Security News
New CVE Forecasting Tool Predicts 47,000 Disclosures in 2025
CVEForecast.org uses machine learning to project a record-breaking surge in vulnerability disclosures in 2025.
HidDeviceReaderLibrary
Advanced tools
A library for reading data from HID devices(only HID raw,not for virtual keyboard mode) and parsing JSON payloads.
HidDeviceReaderLibrary
is a .NET library for reading data from USB HID devices (not supporting virtual keyboard mode) and parsing JSON data. It is suitable for scenarios where you need to communicate with HID devices and process their data.
dotnet add package HidDeviceReaderLibrary
using System;
using System.Threading;
using HidDeviceReaderLibrary;
class Program {
static async void Main()
{
// your HID device VendorID 和 ProductID
var reader = new HidDeviceReader(0x2F50, 0x0300);
reader.OnDataReceived += data =>
{
Console.WriteLine($"Received data: {data}");
};
using (var cts = new CancellationTokenSource())
{
// press Ctrl+C cancels
Console.CancelKeyPress += (s, e) => {
e.Cancel = true;
cts.Cancel();
};
await reader.StartReadingAsync(cts.Token);
Console.ReadKey();
}
}
}
FAQs
A library for reading data from HID devices(only HID raw,not for virtual keyboard mode) and parsing JSON payloads.
We found that hiddevicereaderlibrary demonstrated a healthy version release cadence and project activity because the last version was released less than a year ago. It has 1 open source maintainer collaborating on the project.
Did you know?
Socket for GitHub automatically highlights issues in each pull request and monitors the health of all your open source dependencies. Discover the contents of your packages and block harmful activity before you install or update your dependencies.
Security News
CVEForecast.org uses machine learning to project a record-breaking surge in vulnerability disclosures in 2025.
Security News
Browserslist-rs now uses static data to reduce binary size by over 1MB, improving memory use and performance for Rust-based frontend tools.
Research
Security News
Eight new malicious Firefox extensions impersonate games, steal OAuth tokens, hijack sessions, and exploit browser permissions to spy on users.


◆ EXERCISE GOAL ◆
Repeat nothing but the line that contains "Describe the element" and the lines after it, through the end of the listing, exactly as they stand; omit pictures.

---

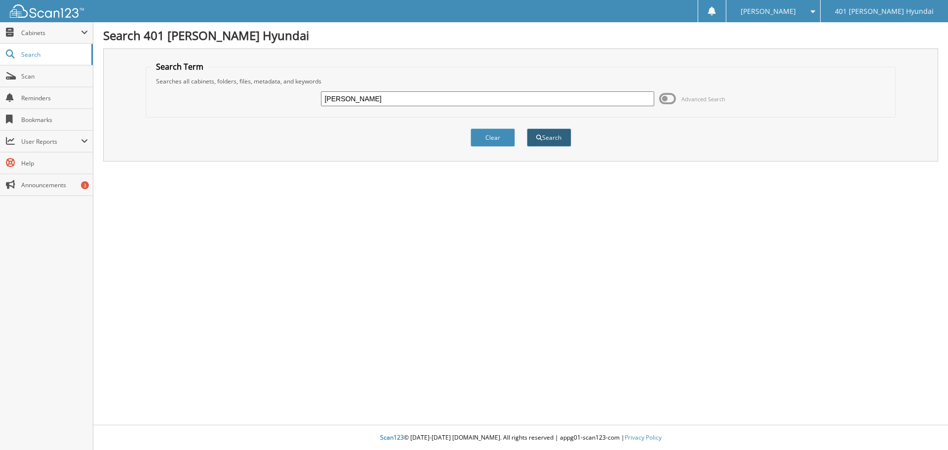  What do you see at coordinates (493, 137) in the screenshot?
I see `button: Clear` at bounding box center [493, 137].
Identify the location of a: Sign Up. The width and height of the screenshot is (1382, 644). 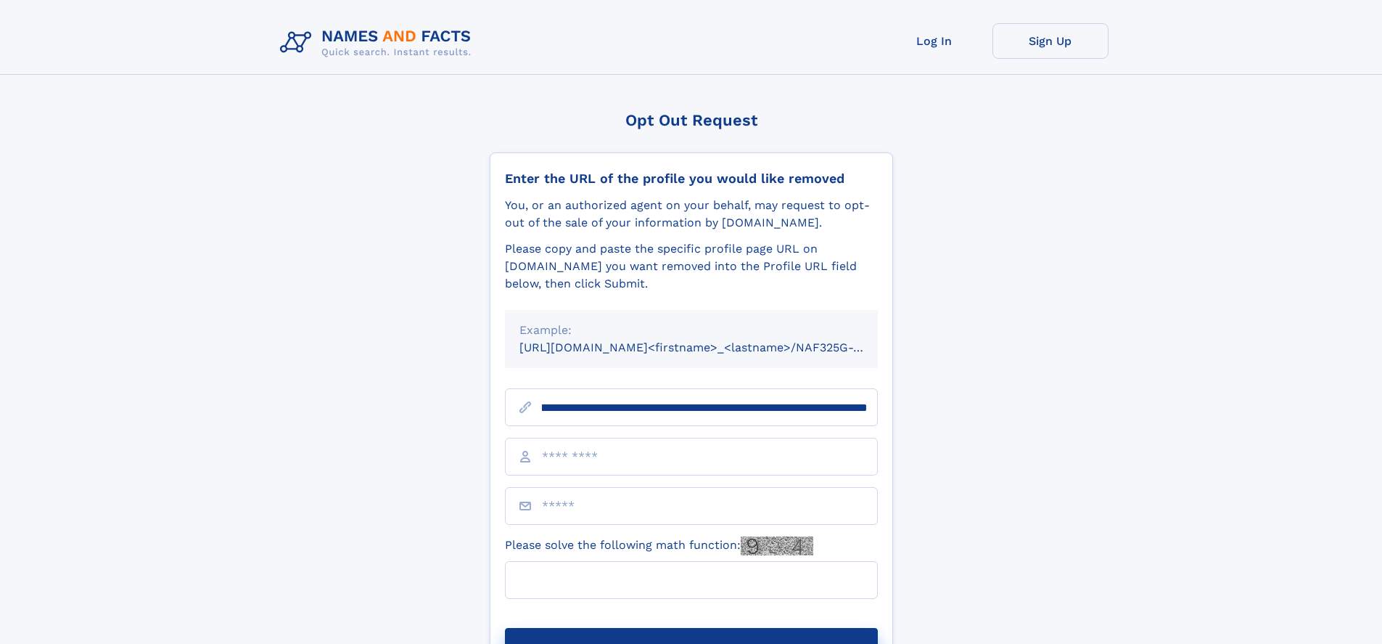
(1051, 41).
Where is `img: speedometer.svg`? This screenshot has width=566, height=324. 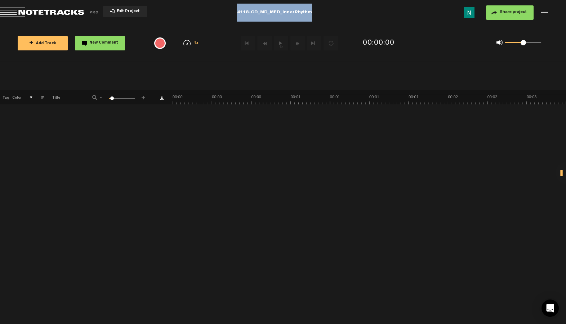
img: speedometer.svg is located at coordinates (187, 43).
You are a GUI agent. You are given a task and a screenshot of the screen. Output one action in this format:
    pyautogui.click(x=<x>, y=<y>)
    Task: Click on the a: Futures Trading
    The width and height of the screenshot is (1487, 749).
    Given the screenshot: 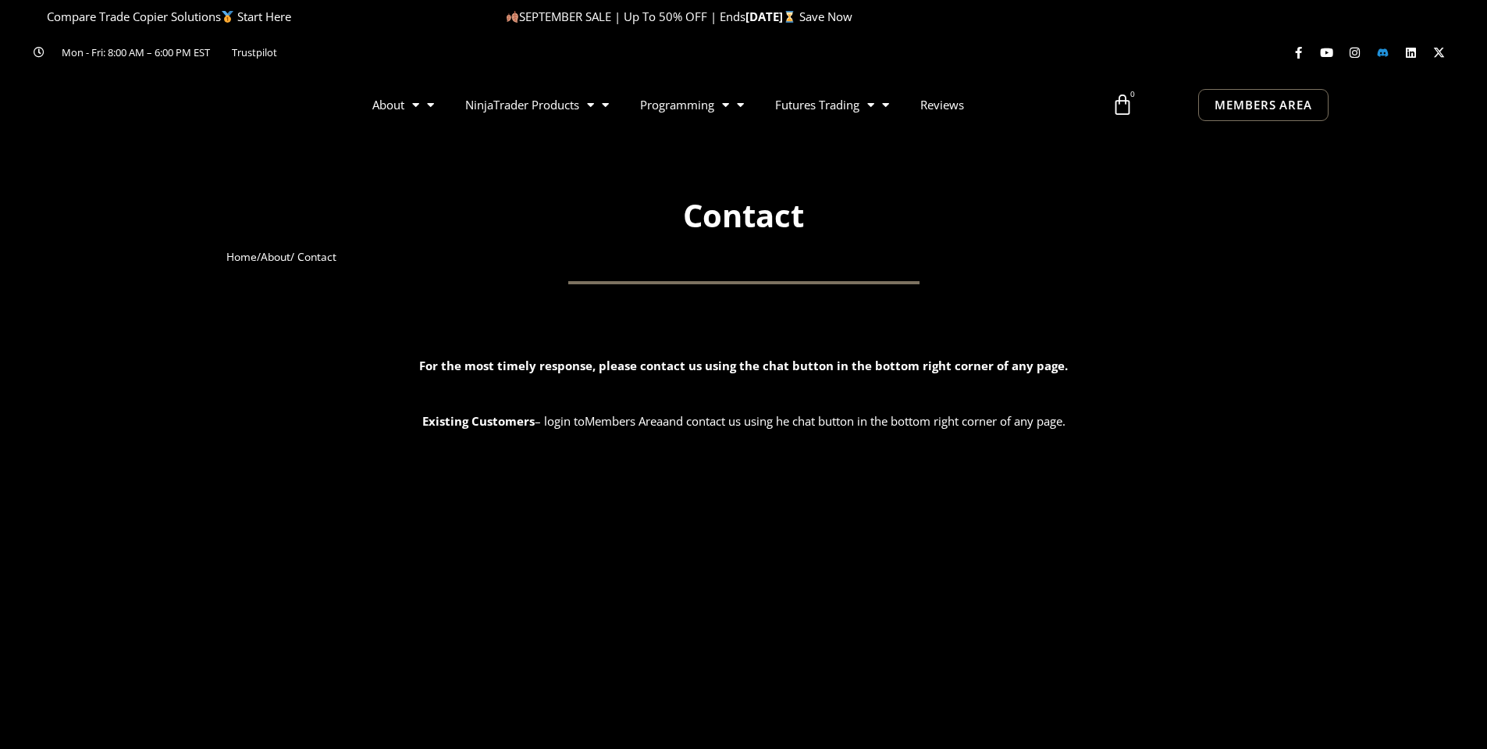 What is the action you would take?
    pyautogui.click(x=832, y=105)
    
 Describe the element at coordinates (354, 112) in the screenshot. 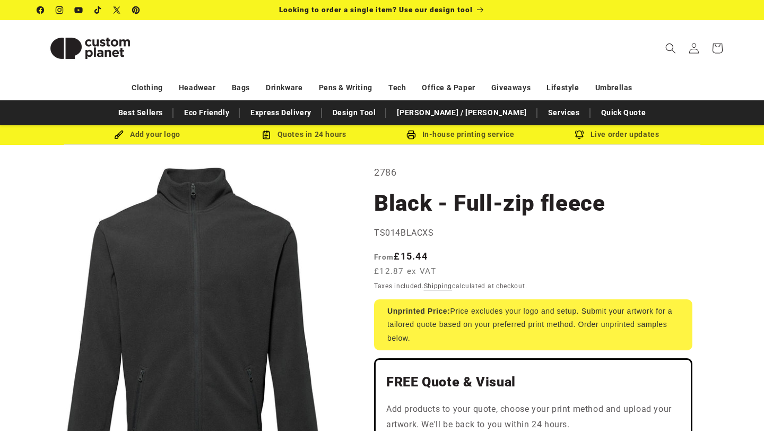

I see `a: Design Tool` at that location.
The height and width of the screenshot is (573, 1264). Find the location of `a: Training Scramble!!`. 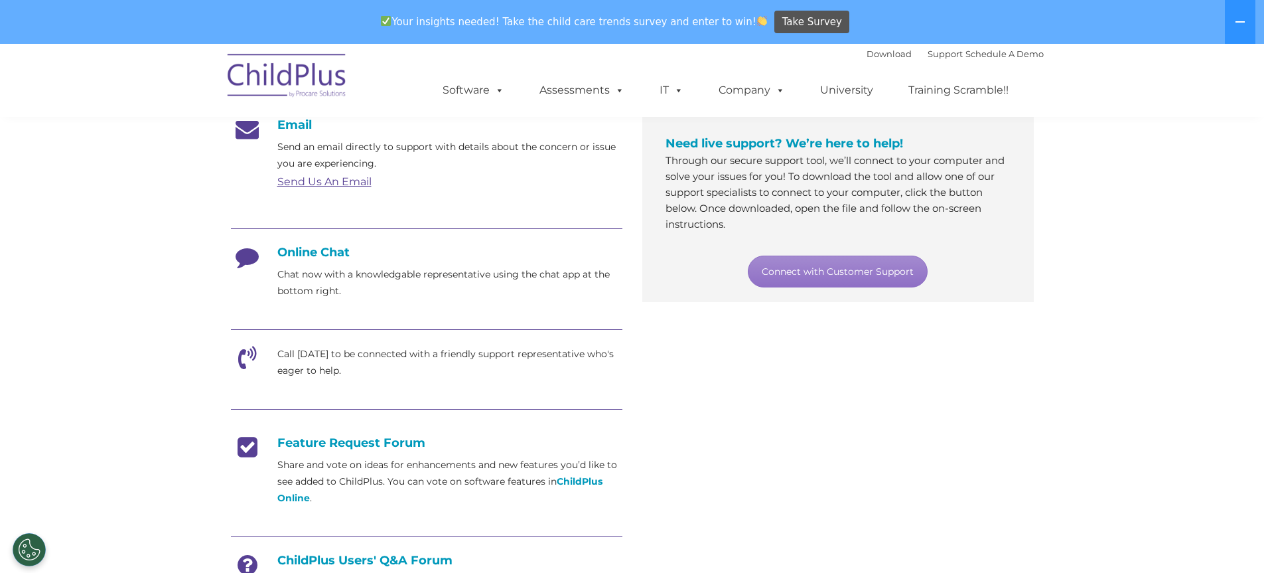

a: Training Scramble!! is located at coordinates (958, 90).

---

◆ ANSWER TO THIS PROBLEM ◆
 Describe the element at coordinates (354, 112) in the screenshot. 

I see `a: Design Tool` at that location.
The height and width of the screenshot is (573, 1264). Find the location of `a: Training Scramble!!`. 

a: Training Scramble!! is located at coordinates (958, 90).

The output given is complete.